Throughout her illness she gave me many more. She trusted me enough to
talk about what she wanted, some of how she was feeling. But mom being
mom, she never moaned or complained: these were the cards she was dealt -
certainly not what had been planned but she would work with them
nonetheless.
In one of our last visits over thanksgiving, I went to see her early one
morning, obviously struggling. She could tell in my eyes and in my
voice that I was not doing well. She said to me "I am still your mother,
let me help you" and as much as I didn't want to burden her with MY
problems, I honored her request and shared.
And so it was during the next weekend when I was back to see her, she
was forceful in her direction. As much as she loved my visits, she
worried when I traveled. She sent me home on Sunday, with a kiss,
telling me I needed to go. At the time i didn't realize it was goodbye,
but I think she did.
I always knew she wouldn't want me to be there for her death.
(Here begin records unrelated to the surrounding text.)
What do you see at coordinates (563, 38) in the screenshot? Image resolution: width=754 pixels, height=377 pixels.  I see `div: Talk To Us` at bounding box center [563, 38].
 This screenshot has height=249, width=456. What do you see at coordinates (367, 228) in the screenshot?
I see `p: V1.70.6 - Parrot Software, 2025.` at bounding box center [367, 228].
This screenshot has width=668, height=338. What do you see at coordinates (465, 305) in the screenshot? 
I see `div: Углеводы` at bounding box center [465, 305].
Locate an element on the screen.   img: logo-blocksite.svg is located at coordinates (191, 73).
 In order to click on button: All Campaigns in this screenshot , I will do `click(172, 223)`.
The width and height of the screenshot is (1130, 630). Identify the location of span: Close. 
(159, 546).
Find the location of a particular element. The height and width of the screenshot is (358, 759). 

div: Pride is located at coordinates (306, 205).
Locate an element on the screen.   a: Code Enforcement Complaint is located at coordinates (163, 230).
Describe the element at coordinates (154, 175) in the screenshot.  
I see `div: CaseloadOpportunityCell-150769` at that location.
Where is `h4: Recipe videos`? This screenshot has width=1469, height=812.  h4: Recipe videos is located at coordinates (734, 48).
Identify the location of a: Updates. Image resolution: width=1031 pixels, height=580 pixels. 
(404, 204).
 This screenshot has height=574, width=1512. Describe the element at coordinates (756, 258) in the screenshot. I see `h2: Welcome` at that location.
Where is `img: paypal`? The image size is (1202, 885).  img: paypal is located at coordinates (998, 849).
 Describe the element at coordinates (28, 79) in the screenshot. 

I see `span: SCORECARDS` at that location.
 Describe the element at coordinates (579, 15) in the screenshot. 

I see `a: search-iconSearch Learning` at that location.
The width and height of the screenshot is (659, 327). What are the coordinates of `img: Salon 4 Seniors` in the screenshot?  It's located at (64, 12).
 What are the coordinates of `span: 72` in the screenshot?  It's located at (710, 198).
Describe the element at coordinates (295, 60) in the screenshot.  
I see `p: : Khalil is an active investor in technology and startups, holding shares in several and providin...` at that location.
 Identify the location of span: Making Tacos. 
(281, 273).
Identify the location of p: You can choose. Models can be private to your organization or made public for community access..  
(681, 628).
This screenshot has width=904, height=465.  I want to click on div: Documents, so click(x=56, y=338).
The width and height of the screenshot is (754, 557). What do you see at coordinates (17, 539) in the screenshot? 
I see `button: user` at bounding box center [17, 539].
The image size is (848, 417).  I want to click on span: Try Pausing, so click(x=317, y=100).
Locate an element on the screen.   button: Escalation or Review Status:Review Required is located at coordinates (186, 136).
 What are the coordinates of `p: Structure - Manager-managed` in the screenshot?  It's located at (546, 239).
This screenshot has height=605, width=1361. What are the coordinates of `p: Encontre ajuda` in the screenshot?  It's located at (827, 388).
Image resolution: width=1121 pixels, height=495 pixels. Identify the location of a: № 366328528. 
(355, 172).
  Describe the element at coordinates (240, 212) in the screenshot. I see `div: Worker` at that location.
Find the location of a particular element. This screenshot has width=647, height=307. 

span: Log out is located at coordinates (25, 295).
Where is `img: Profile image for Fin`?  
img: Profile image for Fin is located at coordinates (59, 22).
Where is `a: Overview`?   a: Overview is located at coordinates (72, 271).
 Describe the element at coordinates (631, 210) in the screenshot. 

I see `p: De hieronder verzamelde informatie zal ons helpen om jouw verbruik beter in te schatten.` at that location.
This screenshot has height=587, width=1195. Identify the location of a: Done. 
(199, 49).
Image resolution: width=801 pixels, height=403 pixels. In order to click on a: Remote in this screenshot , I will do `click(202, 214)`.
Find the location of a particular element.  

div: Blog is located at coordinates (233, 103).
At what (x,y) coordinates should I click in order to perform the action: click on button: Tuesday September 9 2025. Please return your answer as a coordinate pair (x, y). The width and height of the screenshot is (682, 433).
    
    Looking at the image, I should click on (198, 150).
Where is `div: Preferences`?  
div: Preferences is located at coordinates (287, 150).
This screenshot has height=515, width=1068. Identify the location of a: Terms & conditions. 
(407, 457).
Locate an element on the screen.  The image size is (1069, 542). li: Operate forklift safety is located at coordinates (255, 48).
As
surprising as the revelation was to her that I could be tough AND strong throughout her illness, she knew how sensitive I am. I can only imagine
she wanted to spare me from the difficult moment.
My dad was with her at the final moment, and as she asked him to "let me
go" I know she wanted him to be the one with her. It was a testament
of her love for him but I also think a challenge to him. I get my
sensitivity from him. This was her way of telling him that he can handle
it. All of it.
And so as I move forward in this fog of grief, I try to think that her
challenge to me is continue to live strongly and not let my sensitivity
paralyze me.
If i can honour her memory by doing that, I will certainly do my best.